ASEAN could benefit from US-China trade spat due to supply chain rethink
The nations of Southeast Asia could be set to benefit from the growing US-China trade war says Bain & Company, as companies continue to reassess their supply chain options.
‘There are no winners in a trade war,’ KPMG’s Chief Economist for Australia Brendan Rynne recently repeated in reference to the growing US-China trade spat. But perhaps not everyone agrees with the often repeated mantra, with Bain & Company partner Satish Shankar suggesting there could ultimately be significant benefits for ASEAN nations as global companies reassess their supply chain strategies – a view backed by PwC Asia Pacific Chairman Raymond Chou.
Speaking in an interview with CNBC, Satish Shankar, a managing partner of Bain & Company's Southeast Asia practice and expert in agribusiness, advanced manufacturing, and transportation among other areas, said that although there will likely be some short-term pain in the region as a global and US exporting hub, the nations of ASEAN could be set to significantly benefit in the long-term as a result of the US-China trade conflict.
The windfall will come courtesy of a supply-chain upheaval as companies reassess their options, a process already underway for many – such that should trade tensions relax Southeast Asia will still likely capitalise. “The process is already underway and the experience companies are having in places like Vietnam and Thailand has been positive,” Shankar told CNBC, adding that supply chain diversification in of itself is good business practice to avoid risk through disruption.“I believe the future is in distributed supply chains, where you’re not relying on just one or two sources of a particular product given the uncertainty involved,” he said, adding that he didn’t believe such a strategy necessarily translated to fragmented supply chains. “You can still have scale in many of these regions, and you’ll still have specialisation with certain parts or products being built in certain places because the ecosystem has been well developed.”
Still, the impacts of the US-China trade dispute may be felt in the shorter-term: “Certain intermediate exports that go into China, and then onto the U.S., are going to be impacted in industries such as textiles and electronics,” Shankar said. “However, in the long term, we feel pretty confident that ASEAN is a very attractive alternative supply chain base for companies looking to diversify away from China.”
The broader sentiment of a Southeast Asian boon has been backed by PwC Asia Pacific Chairman Raymond Chou, speaking on the sidelines of the recent Asia-Pacific Economic Cooperation CEO summit in Papua New Guinean capital Port Moresby (for which the Big Four acted as an official knowledge partner) in a separate interview with Chinese international English-language news channel CGTN.
Responding to the question of where the manufacturing hub will be going forward, Chao said, “I think they will be more local-to-local, and in Southeast Asia clearly, as we’ve already seen some of that happening. Vietnam is one, Malaysia is another, where people are making alternative backup plans already.” The PwC chairman however adds a caveat: “The constraint is obviously that there are numbers of factors play here – labor cost, tax rules and capacity.”
A recent report from McKinsey & Company argued that ASEAN manufacturers could recapture the market through digital technologies – projected by the firm at a potential regional worth of up to $627 billion in productivity gains by 2025 – citing rising wages in China (the average daily wage cost for a manufacturing employee in China in 2016 stood at $34.40 compared to $7.80 in Indonesia for example) and the country’s transition toward a domestic consumption-based economic model.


● WHAT THIS TASK INVOLVES: A partial copy is required: transcribe exactly the lines from the one containing "Extract the structured" through the last line below, without any pictures.

───── DATA TO USE ─────

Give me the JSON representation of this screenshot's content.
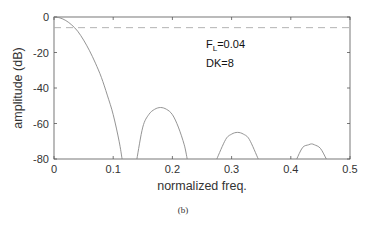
{
  "chart_data": {
    "type": "line",
    "title": "",
    "xlabel": "normalized freq.",
    "ylabel": "amplitude (dB)",
    "xlim": [
      0,
      0.5
    ],
    "ylim": [
      -80,
      0
    ],
    "xticks": [
      "0",
      "0.1",
      "0.2",
      "0.3",
      "0.4",
      "0.5"
    ],
    "yticks": [
      "0",
      "-20",
      "-40",
      "-60",
      "-80"
    ],
    "grid": false,
    "annotations": [
      "F_L=0.04",
      "DK=8"
    ],
    "reference_line": {
      "y": -6,
      "style": "dashed",
      "color": "#aaaaaa"
    },
    "series": [
      {
        "name": "response",
        "color": "#888888",
        "x": [
          0,
          0.01,
          0.02,
          0.03,
          0.04,
          0.05,
          0.06,
          0.07,
          0.08,
          0.09,
          0.1,
          0.11,
          0.115,
          0.14,
          0.15,
          0.16,
          0.17,
          0.18,
          0.19,
          0.2,
          0.21,
          0.22,
          0.225,
          0.275,
          0.29,
          0.3,
          0.31,
          0.32,
          0.33,
          0.345,
          0.41,
          0.42,
          0.43,
          0.435,
          0.44,
          0.45,
          0.46
        ],
        "y": [
          0,
          -0.5,
          -2,
          -4.5,
          -8,
          -13,
          -19,
          -26,
          -34,
          -44,
          -55,
          -70,
          -80,
          -80,
          -62,
          -55,
          -52,
          -51,
          -52,
          -55,
          -62,
          -72,
          -80,
          -80,
          -69,
          -66,
          -65,
          -66,
          -69,
          -80,
          -80,
          -73.5,
          -72,
          -71.5,
          -72,
          -74,
          -80
        ]
      }
    ]
  },
  "caption": "(b)",
  "labels": {
    "ann_f": "F",
    "ann_f_sub": "L",
    "ann_f_val": "=0.04",
    "ann_dk": "DK=8"
  }
}
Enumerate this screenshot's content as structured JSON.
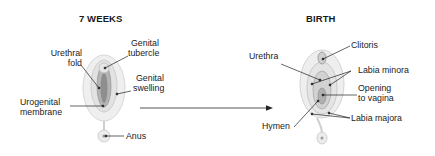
{
  "panels": [
    {
      "title": "7 WEEKS",
      "labels": {
        "urethral_fold_1": "Urethral",
        "urethral_fold_2": "fold",
        "genital_tubercle_1": "Genital",
        "genital_tubercle_2": "tubercle",
        "genital_swelling_1": "Genital",
        "genital_swelling_2": "swelling",
        "urogenital_membrane_1": "Urogenital",
        "urogenital_membrane_2": "membrane",
        "anus": "Anus"
      }
    },
    {
      "title": "BIRTH",
      "labels": {
        "clitoris": "Clitoris",
        "urethra": "Urethra",
        "labia_minora": "Labia minora",
        "opening_to_vagina_1": "Opening",
        "opening_to_vagina_2": "to vagina",
        "hymen": "Hymen",
        "labia_majora": "Labia majora"
      }
    }
  ],
  "colors": {
    "tissue_light": "#ebebeb",
    "tissue_mid": "#d4d4d4",
    "tissue_dark": "#9a9a9a",
    "leader_line": "#222222"
  }
}
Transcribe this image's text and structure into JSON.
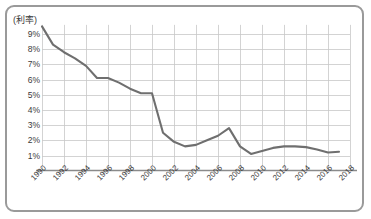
{
  "chart_data": {
    "type": "line",
    "title": "",
    "subtitle": "",
    "xlabel": "",
    "ylabel": "(利率)",
    "ylabel_note": "interest rate",
    "xlim": [
      1990,
      2018
    ],
    "ylim": [
      0,
      9.6
    ],
    "y_tick_labels": [
      "9%",
      "8%",
      "7%",
      "6%",
      "5%",
      "4%",
      "3%",
      "2%",
      "1%"
    ],
    "y_tick_values": [
      9,
      8,
      7,
      6,
      5,
      4,
      3,
      2,
      1
    ],
    "x_tick_labels": [
      "1990",
      "1992",
      "1994",
      "1996",
      "1998",
      "2000",
      "2002",
      "2004",
      "2006",
      "2008",
      "2010",
      "2012",
      "2014",
      "2016",
      "2018"
    ],
    "x_tick_values": [
      1990,
      1992,
      1994,
      1996,
      1998,
      2000,
      2002,
      2004,
      2006,
      2008,
      2010,
      2012,
      2014,
      2016,
      2018
    ],
    "grid": true,
    "legend": false,
    "legend_position": "none",
    "line_color": "#6f6f6f",
    "grid_color": "#c8c8c8",
    "axis_color": "#8a8a8a",
    "series": [
      {
        "name": "利率",
        "x": [
          1990,
          1991,
          1992,
          1993,
          1994,
          1995,
          1996,
          1997,
          1998,
          1999,
          2000,
          2001,
          2002,
          2003,
          2004,
          2005,
          2006,
          2007,
          2008,
          2009,
          2010,
          2011,
          2012,
          2013,
          2014,
          2015,
          2016,
          2017
        ],
        "values": [
          9.5,
          8.3,
          7.8,
          7.4,
          6.9,
          6.1,
          6.1,
          5.8,
          5.4,
          5.1,
          5.1,
          2.5,
          1.9,
          1.6,
          1.7,
          2.0,
          2.3,
          2.8,
          1.6,
          1.1,
          1.3,
          1.5,
          1.6,
          1.6,
          1.55,
          1.4,
          1.2,
          1.25
        ]
      }
    ]
  }
}
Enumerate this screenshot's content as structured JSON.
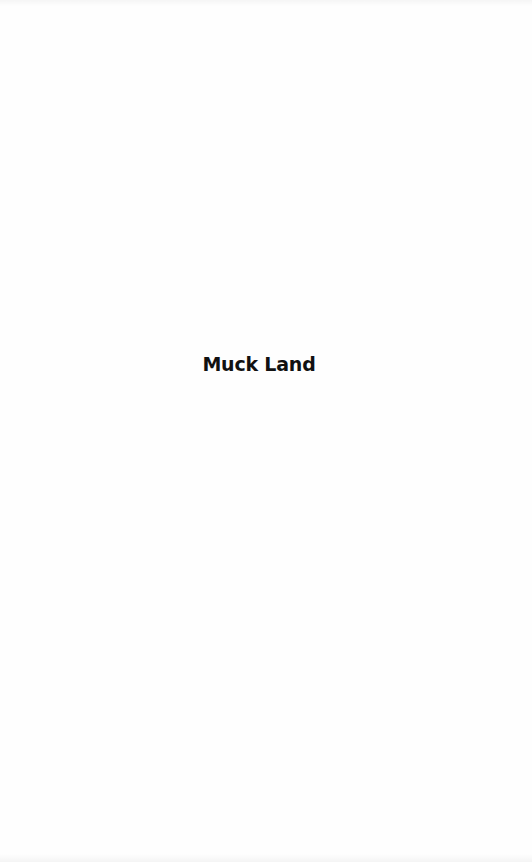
{
  "page": {
    "half_title": "Muck Land",
    "background_color": "#fefefe",
    "text_color": "#111111"
  }
}
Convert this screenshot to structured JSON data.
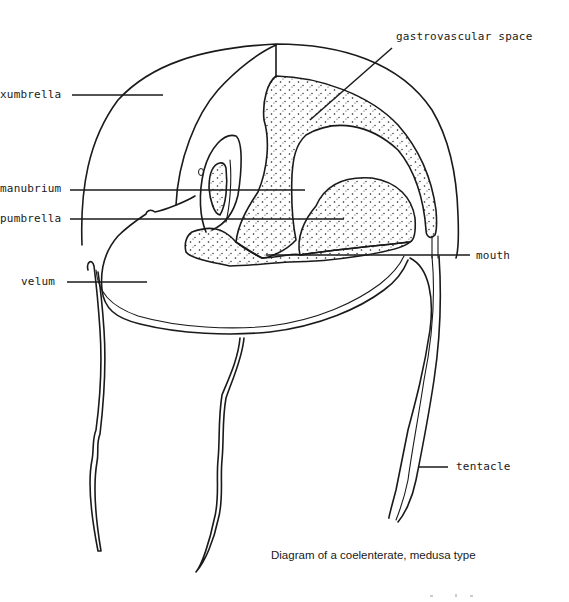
{
  "diagram": {
    "title": "Diagram of a coelenterate, medusa type",
    "labels": {
      "exumbrella": "xumbrella",
      "manubrium": "manubrium",
      "subumbrella": "pumbrella",
      "velum": "velum",
      "gastrovascular_space": "gastrovascular space",
      "mouth": "mouth",
      "tentacle": "tentacle"
    },
    "colors": {
      "ink": "#1a1a1a",
      "background": "#ffffff"
    }
  }
}
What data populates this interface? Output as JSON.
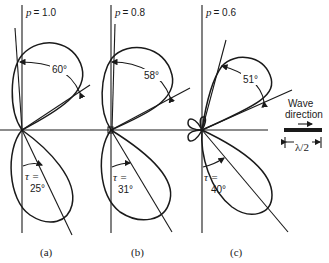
{
  "figure": {
    "panels": [
      {
        "id": "a",
        "caption": "(a)",
        "p_label": "p",
        "p_value": "= 1.0",
        "beamwidth_label": "60°",
        "tau_label": "τ =",
        "tau_value": "25°"
      },
      {
        "id": "b",
        "caption": "(b)",
        "p_label": "p",
        "p_value": "= 0.8",
        "beamwidth_label": "58°",
        "tau_label": "τ =",
        "tau_value": "31°"
      },
      {
        "id": "c",
        "caption": "(c)",
        "p_label": "p",
        "p_value": "= 0.6",
        "beamwidth_label": "51°",
        "tau_label": "τ =",
        "tau_value": "40°"
      }
    ],
    "legend": {
      "line1": "Wave",
      "line2": "direction",
      "dimension": "λ/2"
    }
  }
}
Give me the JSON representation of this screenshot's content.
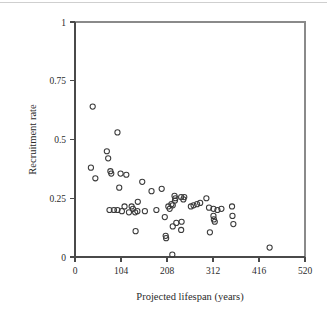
{
  "figure": {
    "background_color": "#ffffff",
    "marker_color": "#3b3b3b",
    "axis_color": "#4a4a4a",
    "frame_color": "#8a8a8a"
  },
  "chart_data": {
    "type": "scatter",
    "title": "",
    "xlabel": "Projected lifespan (years)",
    "ylabel": "Recruitment rate",
    "xlim": [
      0,
      520
    ],
    "ylim": [
      0,
      1
    ],
    "xticks": [
      0,
      104,
      208,
      312,
      416,
      520
    ],
    "xtick_labels": [
      "0",
      "104",
      "208",
      "312",
      "416",
      "520"
    ],
    "yticks": [
      0,
      0.25,
      0.5,
      0.75,
      1
    ],
    "ytick_labels": [
      "0",
      "0.25",
      "0.5",
      "0.75",
      "1"
    ],
    "grid": false,
    "legend": false,
    "marker_shape": "open-circle",
    "n_points": 63,
    "points": [
      [
        40,
        0.64
      ],
      [
        96,
        0.53
      ],
      [
        72,
        0.45
      ],
      [
        75,
        0.42
      ],
      [
        36,
        0.38
      ],
      [
        80,
        0.365
      ],
      [
        82,
        0.355
      ],
      [
        46,
        0.335
      ],
      [
        103,
        0.355
      ],
      [
        116,
        0.35
      ],
      [
        152,
        0.32
      ],
      [
        100,
        0.295
      ],
      [
        196,
        0.29
      ],
      [
        173,
        0.28
      ],
      [
        225,
        0.26
      ],
      [
        240,
        0.255
      ],
      [
        247,
        0.255
      ],
      [
        245,
        0.245
      ],
      [
        297,
        0.25
      ],
      [
        142,
        0.235
      ],
      [
        227,
        0.25
      ],
      [
        218,
        0.225
      ],
      [
        221,
        0.22
      ],
      [
        112,
        0.215
      ],
      [
        128,
        0.215
      ],
      [
        131,
        0.205
      ],
      [
        276,
        0.225
      ],
      [
        283,
        0.23
      ],
      [
        268,
        0.22
      ],
      [
        313,
        0.205
      ],
      [
        322,
        0.2
      ],
      [
        331,
        0.205
      ],
      [
        355,
        0.215
      ],
      [
        78,
        0.2
      ],
      [
        88,
        0.2
      ],
      [
        96,
        0.2
      ],
      [
        106,
        0.195
      ],
      [
        122,
        0.19
      ],
      [
        136,
        0.19
      ],
      [
        141,
        0.195
      ],
      [
        158,
        0.195
      ],
      [
        184,
        0.2
      ],
      [
        211,
        0.215
      ],
      [
        214,
        0.205
      ],
      [
        226,
        0.24
      ],
      [
        262,
        0.215
      ],
      [
        303,
        0.21
      ],
      [
        356,
        0.175
      ],
      [
        313,
        0.175
      ],
      [
        314,
        0.16
      ],
      [
        316,
        0.15
      ],
      [
        203,
        0.17
      ],
      [
        229,
        0.145
      ],
      [
        241,
        0.15
      ],
      [
        221,
        0.13
      ],
      [
        358,
        0.14
      ],
      [
        240,
        0.115
      ],
      [
        137,
        0.11
      ],
      [
        305,
        0.105
      ],
      [
        205,
        0.09
      ],
      [
        206,
        0.08
      ],
      [
        220,
        0.01
      ],
      [
        440,
        0.04
      ]
    ]
  }
}
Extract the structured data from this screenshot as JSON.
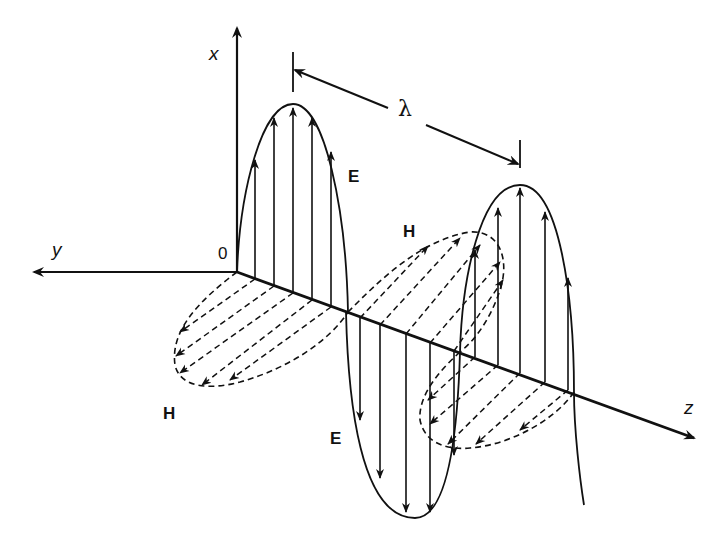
{
  "diagram": {
    "axes": {
      "x_label": "x",
      "y_label": "y",
      "z_label": "z",
      "origin_label": "0"
    },
    "fields": {
      "electric_label_1": "E",
      "electric_label_2": "E",
      "magnetic_label_1": "H",
      "magnetic_label_2": "H"
    },
    "wavelength_label": "λ",
    "colors": {
      "ink": "#111111",
      "background": "#ffffff"
    }
  }
}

─────

● RESULT:
Extract the structured data from this screenshot as JSON.
{
  "diagram": {
    "axes": {
      "x_label": "x",
      "y_label": "y",
      "z_label": "z",
      "origin_label": "0"
    },
    "fields": {
      "electric_label_1": "E",
      "electric_label_2": "E",
      "magnetic_label_1": "H",
      "magnetic_label_2": "H"
    },
    "wavelength_label": "λ",
    "colors": {
      "ink": "#111111",
      "background": "#ffffff"
    }
  }
}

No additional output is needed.